Dr HB LoIntegrative GP Managing your medicines

Medication side effects — when to worry

Is this normal — or should I call?

Here’s where your medicine’s own safety leaflet draws the line.

Brand or generic name is fine. Even a rough spelling works — if I can’t match it, I’ll point you to your own pack’s leaflet.

0/800

Messy or half-finished is fine. I’ll sort it into “ring now”, “ring today”, or “note for next visit” — using your medicine’s own leaflet, not a guess.

Or tap an example to see how it works:

This tool helps you prepare — it can’t tell if a medicine reaction is serious. If you’re worried it might be urgent, call 000, ring Poisons on 13 11 26, or call your GP now.

General information to help you prepare for a conversation about your medicine. Not medical advice, not a diagnosis, and not an emergency service. It can’t tell whether your medicine is causing what you’re feeling, and it can’t tell you to start, stop, or change a medicine — only your doctor can. In an emergency call 000.
Where this comes from (Australian sources)

Per-medicine bands are drawn from each medicine’s Australian Consumer Medicine Information (CMI) / Product Information and Australian Medicines Handbook entry. Your own pack’s leaflet is always the specific source for your tablet.

© Dr HB Lo, Integrative GP · drhblo.com · Emergency routing numbers verified 2026-06-09 against AU primary sources (000, Poisons 13 11 26, healthdirect 1800 022 222, Medicines Line 1300 633 424, Lifeline 13 11 14, 13YARN 13 92 76). AHPRA-registered. This tool prepares you for a conversation — it does not diagnose, and it does not tell you to start, stop, or change a medicine.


- _What to produce_
Copy all lines containing the string "labels" from the records below.

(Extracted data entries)
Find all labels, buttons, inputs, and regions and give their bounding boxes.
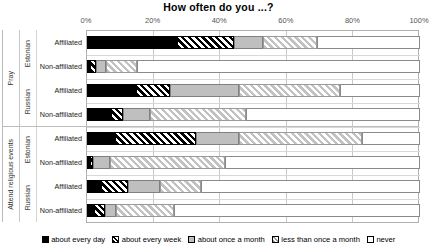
row-label-0: Affiliated (36, 30, 84, 54)
bar-segment-about-once-a-month (123, 108, 150, 121)
bar-segment-less-than-once-a-month (110, 156, 225, 169)
x-tick-label-40: 40% (212, 16, 227, 25)
x-axis-tick-labels: 0%20%40%60%80%100% (0, 16, 437, 28)
chart-legend: about every dayabout every weekabout onc… (0, 232, 437, 246)
bar-segment-about-once-a-month (128, 180, 160, 193)
bar-segment-about-every-day (87, 108, 111, 121)
stacked-bar-3 (87, 108, 420, 121)
legend-item-3: less than once a month (272, 235, 360, 244)
row-label-6: Affiliated (36, 174, 84, 198)
bar-segment-never (137, 60, 420, 73)
stacked-bar-5 (87, 156, 420, 169)
bar-segment-never (201, 180, 420, 193)
legend-item-4: never (367, 235, 396, 244)
bar-segment-about-every-day (87, 36, 177, 49)
bar-segment-about-once-a-month (196, 132, 238, 145)
row-label-7: Non-affiliated (36, 198, 84, 222)
bar-segment-about-every-week (111, 108, 123, 121)
row-label-2: Affiliated (36, 78, 84, 102)
subgroup-label-1-0: Estonian (19, 126, 35, 174)
table-row (87, 199, 420, 223)
bar-segment-never (362, 132, 420, 145)
bar-segment-about-once-a-month (234, 36, 264, 49)
legend-label: about once a month (198, 235, 265, 244)
x-tick-label-60: 60% (278, 16, 293, 25)
stacked-bar-0 (87, 36, 420, 49)
subgroup-label-0-0: Estonian (19, 30, 35, 78)
legend-swatch-icon (272, 236, 279, 243)
bar-segment-about-every-week (115, 132, 196, 145)
stacked-bar-1 (87, 60, 420, 73)
group-label-text: Attend religious events (7, 139, 14, 210)
legend-swatch-icon (42, 236, 49, 243)
stacked-bar-6 (87, 180, 420, 193)
chart-root: How often do you ...? 0%20%40%60%80%100%… (0, 0, 437, 252)
bar-segment-about-every-week (101, 180, 127, 193)
x-tick-label-100: 100% (409, 16, 428, 25)
subgroup-label-text: Russian (24, 89, 31, 114)
table-row (87, 127, 420, 151)
table-row (87, 175, 420, 199)
bar-segment-about-once-a-month (105, 204, 116, 217)
bar-segment-never (225, 156, 420, 169)
bar-segment-about-once-a-month (96, 60, 106, 73)
bar-segment-about-every-week (136, 84, 169, 97)
table-row (87, 79, 420, 103)
x-tick-label-20: 20% (145, 16, 160, 25)
table-row (87, 55, 420, 79)
bar-segment-about-every-week (94, 204, 106, 217)
legend-label: about every day (51, 235, 105, 244)
bar-segment-less-than-once-a-month (116, 204, 173, 217)
bar-segment-about-once-a-month (170, 84, 240, 97)
bar-segment-about-every-week (177, 36, 234, 49)
bar-segment-never (340, 84, 420, 97)
table-row (87, 103, 420, 127)
legend-swatch-icon (188, 236, 195, 243)
row-label-5: Non-affiliated (36, 150, 84, 174)
stacked-bar-2 (87, 84, 420, 97)
row-label-3: Non-affiliated (36, 102, 84, 126)
chart-title: How often do you ...? (0, 1, 437, 13)
legend-swatch-icon (112, 236, 119, 243)
legend-item-2: about once a month (188, 235, 265, 244)
subgroup-label-text: Estonian (24, 136, 31, 163)
bar-segment-less-than-once-a-month (239, 132, 362, 145)
subgroup-label-0-1: Russian (19, 78, 35, 126)
group-label-text: Pray (7, 71, 14, 85)
bar-segment-about-every-day (87, 204, 94, 217)
legend-item-1: about every week (112, 235, 181, 244)
subgroup-label-text: Estonian (24, 40, 31, 67)
bar-segment-less-than-once-a-month (263, 36, 316, 49)
group-separator (2, 126, 419, 127)
bar-segment-never (246, 108, 420, 121)
legend-label: never (376, 235, 395, 244)
bar-segment-less-than-once-a-month (106, 60, 137, 73)
subgroup-label-text: Russian (24, 185, 31, 210)
bar-segment-about-once-a-month (93, 156, 110, 169)
stacked-bar-7 (87, 204, 420, 217)
legend-swatch-icon (367, 236, 374, 243)
group-label-0: Pray (2, 30, 17, 126)
legend-item-0: about every day (42, 235, 106, 244)
bar-segment-about-every-day (87, 132, 115, 145)
bar-segment-about-every-day (87, 84, 136, 97)
legend-label: less than once a month (281, 235, 360, 244)
bar-segment-less-than-once-a-month (160, 180, 202, 193)
x-tick-label-80: 80% (345, 16, 360, 25)
bar-segment-less-than-once-a-month (239, 84, 340, 97)
bar-segment-never (317, 36, 420, 49)
group-label-1: Attend religious events (2, 126, 17, 222)
row-label-1: Non-affiliated (36, 54, 84, 78)
subgroup-label-1-1: Russian (19, 174, 35, 222)
row-label-4: Affiliated (36, 126, 84, 150)
legend-label: about every week (122, 235, 182, 244)
x-tick-label-0: 0% (81, 16, 92, 25)
bar-segment-less-than-once-a-month (150, 108, 247, 121)
table-row (87, 31, 420, 55)
stacked-bar-4 (87, 132, 420, 145)
bar-segment-never (174, 204, 420, 217)
bar-segment-about-every-day (87, 180, 101, 193)
table-row (87, 151, 420, 175)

- _Expected output_
Find all labels, buttons, inputs, and regions and give their bounding boxes.
x-axis-tick-labels: 0%20%40%60%80%100% (0, 16, 437, 28)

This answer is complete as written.